Unknown Guest or Co-host
You'll only need a several million of those. If you could get on that real quick, a quick print run of those would be helpful. So the Mary Magdalene revealed. Gorgeous.
Glennon Doyle
Gorgeous.
Unknown Guest or Co-host
Gorgeous. And the girl who baptized herself. That's the one on thecla. Absolutely incredible. Scholarly, personal. Gorgeous. Required reading.
Glennon Doyle
That's right.
Abby Wambach
Thank you.
Glennon Doyle
Megan, we love you so much. We're so deeply grateful for you.
Megan Watterson
I love you three so much. I'm so grateful to you. And I love the Pod Squad. I am a pod squatter. I love us. We make us. We make me more courageous in the world to do the work I have to do. Thank you.
Glennon Doyle
See you next time. Podsquad We Can Do Hard Things is an independent production podcast brought to you by Treat Media. Treat Media makes art for humans who want to stay human. And you can follow us. We can do hard things on Instagram and we can do hard things show on TikTok.
Podcast: We Can Do Hard Things
Host(s): Glennon Doyle, Abby Wambach, Amanda Doyle (Treat Media)
Guest: Meggan Watterson
Date: November 25, 2025
Episode Theme:
A revelatory and passionate conversation with feminist theologian Meggan Watterson on buried women’s voices in early Christianity, the erasure of the feminine divine, and reclaiming spiritual power through figures like Mary Magdalene and Saint Thecla. The episode focuses on how ancient and contemporary forces silence women and the transformative potential of rediscovering lost gospels and personal agency.
This episode is described by the hosts as a "tent pole" for the season—vital to understanding the collective journey of reclaiming voice, power, and connection. Glennon, Abby, and Amanda are joined by Meggan Watterson, a Harvard-trained feminist theologian and author, to unpack the historical suppression of women’s spiritual voices (especially Mary Magdalene and Thecla) and what their rediscovery means for living—and loving—more fully today.
"By only having the majority of the masculine ... we are seeing God ... like a cyclops. The divine feminine allows for this corrective lens, for the collective other eye to open."
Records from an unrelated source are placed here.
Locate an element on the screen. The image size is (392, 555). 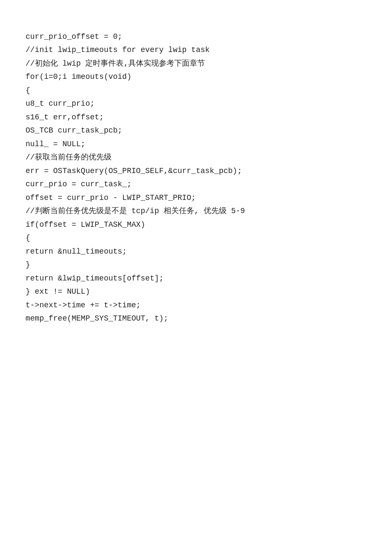
code-line: //init lwip_timeouts for every lwip task is located at coordinates (196, 50).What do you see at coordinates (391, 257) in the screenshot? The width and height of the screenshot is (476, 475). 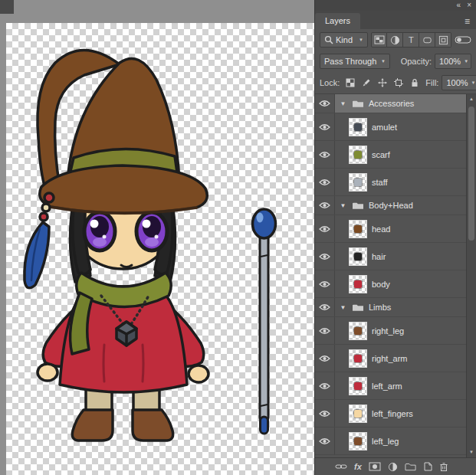 I see `layer-row: hair` at bounding box center [391, 257].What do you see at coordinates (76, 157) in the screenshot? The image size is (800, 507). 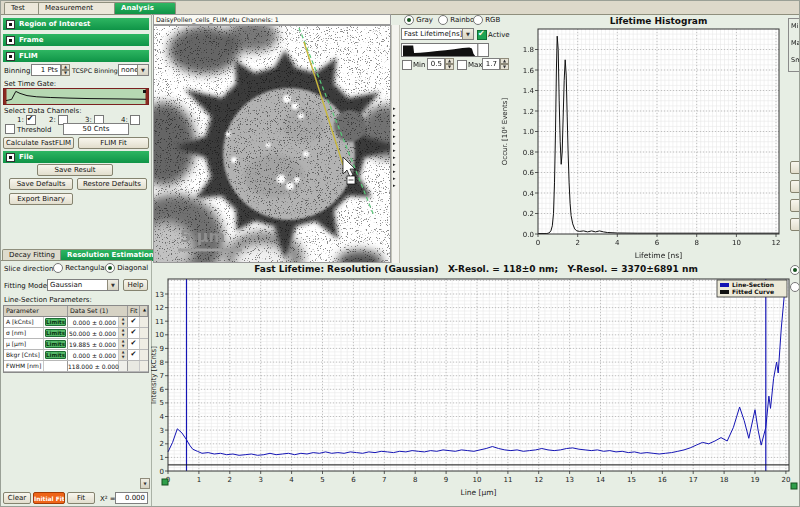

—Meggan Watterson, [05:39]
“When that happens to a woman, it is a message that then radiates to every woman who hears it ... to silence herself.”
—Glennon Doyle, [09:57]
“Gratefully, there were these rebellious monks who refused to destroy the scripture and they literally buried the scripture in urns in the Egyptian desert.”
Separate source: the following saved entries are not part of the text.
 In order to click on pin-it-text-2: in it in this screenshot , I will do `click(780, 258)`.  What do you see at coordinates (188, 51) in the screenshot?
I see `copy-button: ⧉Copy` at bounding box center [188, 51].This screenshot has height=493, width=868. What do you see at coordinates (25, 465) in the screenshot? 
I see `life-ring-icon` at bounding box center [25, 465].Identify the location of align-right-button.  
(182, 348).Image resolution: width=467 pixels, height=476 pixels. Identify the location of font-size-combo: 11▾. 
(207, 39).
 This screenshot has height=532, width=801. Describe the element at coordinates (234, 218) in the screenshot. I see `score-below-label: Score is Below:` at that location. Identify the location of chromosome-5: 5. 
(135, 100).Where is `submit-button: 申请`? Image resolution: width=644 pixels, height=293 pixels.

—Meggan Watterson, [12:14]
“Blessed are you for not wavering at seeing me. For where the mind is, there is the treasure.”
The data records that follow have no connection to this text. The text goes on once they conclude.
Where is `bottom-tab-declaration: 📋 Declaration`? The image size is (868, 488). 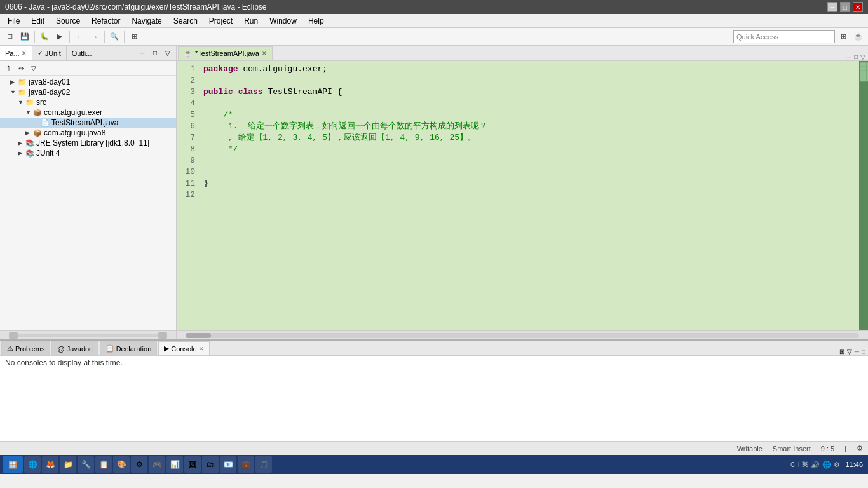
bottom-tab-declaration: 📋 Declaration is located at coordinates (128, 348).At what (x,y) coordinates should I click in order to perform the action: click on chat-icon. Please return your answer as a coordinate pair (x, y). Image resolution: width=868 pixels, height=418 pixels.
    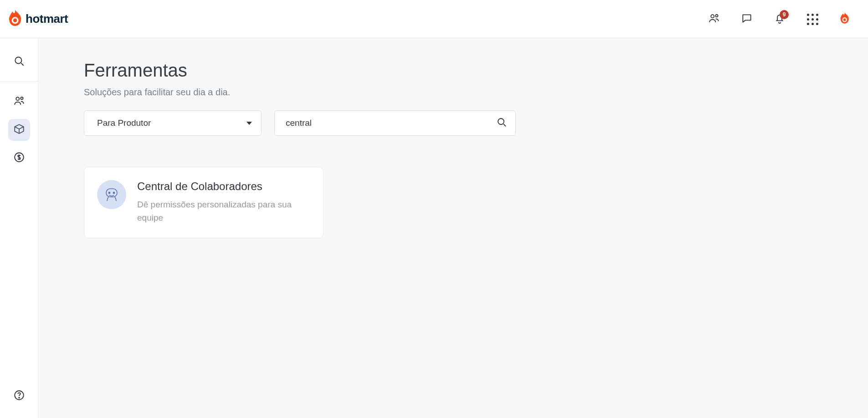
    Looking at the image, I should click on (747, 19).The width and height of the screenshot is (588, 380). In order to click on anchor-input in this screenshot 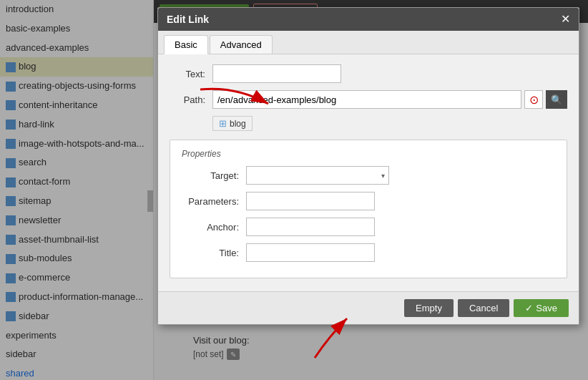, I will do `click(310, 227)`.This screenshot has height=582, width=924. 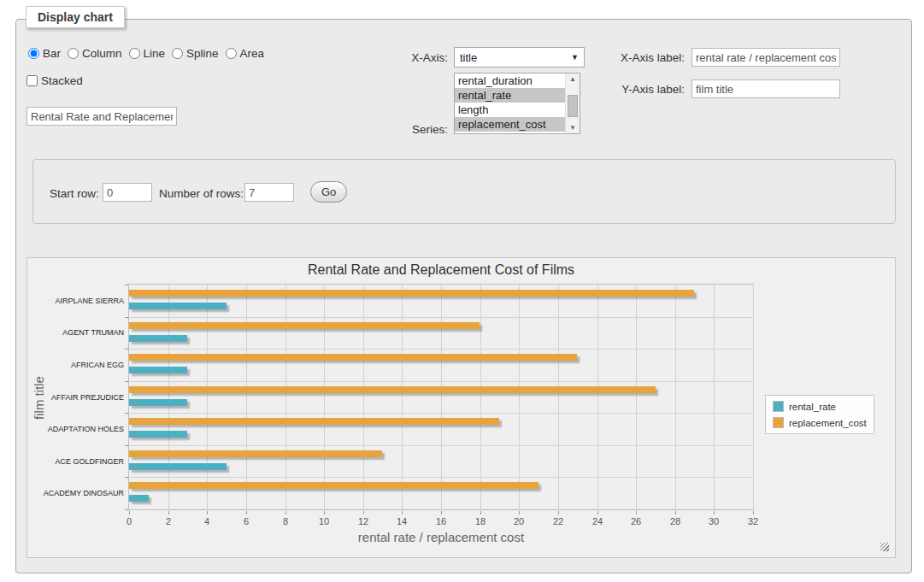 What do you see at coordinates (778, 422) in the screenshot?
I see `legend-swatch-replacement_cost` at bounding box center [778, 422].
—Meggan Watterson (quoting Gospel of Mary), [17:19]
“Sin is not original, it is not intrinsic ... Sin is this missing the mark, misunderstanding the ego for the soul.”
—Meggan Watterson, [26:45]
“Salvation in its original context meant to be made more alive.”
—Meggan Watterson, [38:27]
"When everyone around us abandons us ... when we’re literally crucified ... she’s standing in a power of love within her."
—Meggan Watterson, [63:25]
“The body for me never lies. … Ascension is not going up and beyond the body. Ascension is going deeper and more fully—more fully embodied.”
—Meggan Watterson, [81:40]
“When we discount women, it doesn’t just make us doubt ourselves, it makes us doubt each other.”
—Glennon Doyle, [92:24]
The tone is deeply personal, passionate, and sometimes raw—combining scholarly detail with emotional resonance. Glennon, Abby, and Meggan share vulnerably, use humor, and remain adamant about the timeless relevance of these erased stories.
This is a radical, paradigm-shifting exploration of what was erased from Christian tradition and why it matters now. Meggan Watterson, with the Pod Squad, helps listeners see how patriarchal institutions weaponized spirituality against women, how reclaiming buried gospels heals self-doubt and distrust among women, and offers a new template—grounded in ancient wisdom—for living with more power, wholeness, and love, today.
“Those are my pages to fill in my life.”
—Meggan Watterson, [94:21]
Listen for: Ancient feminist theology, practical spiritual tools, and stories that will rewire your relationship to tradition, your body, intuition, and sisterhood.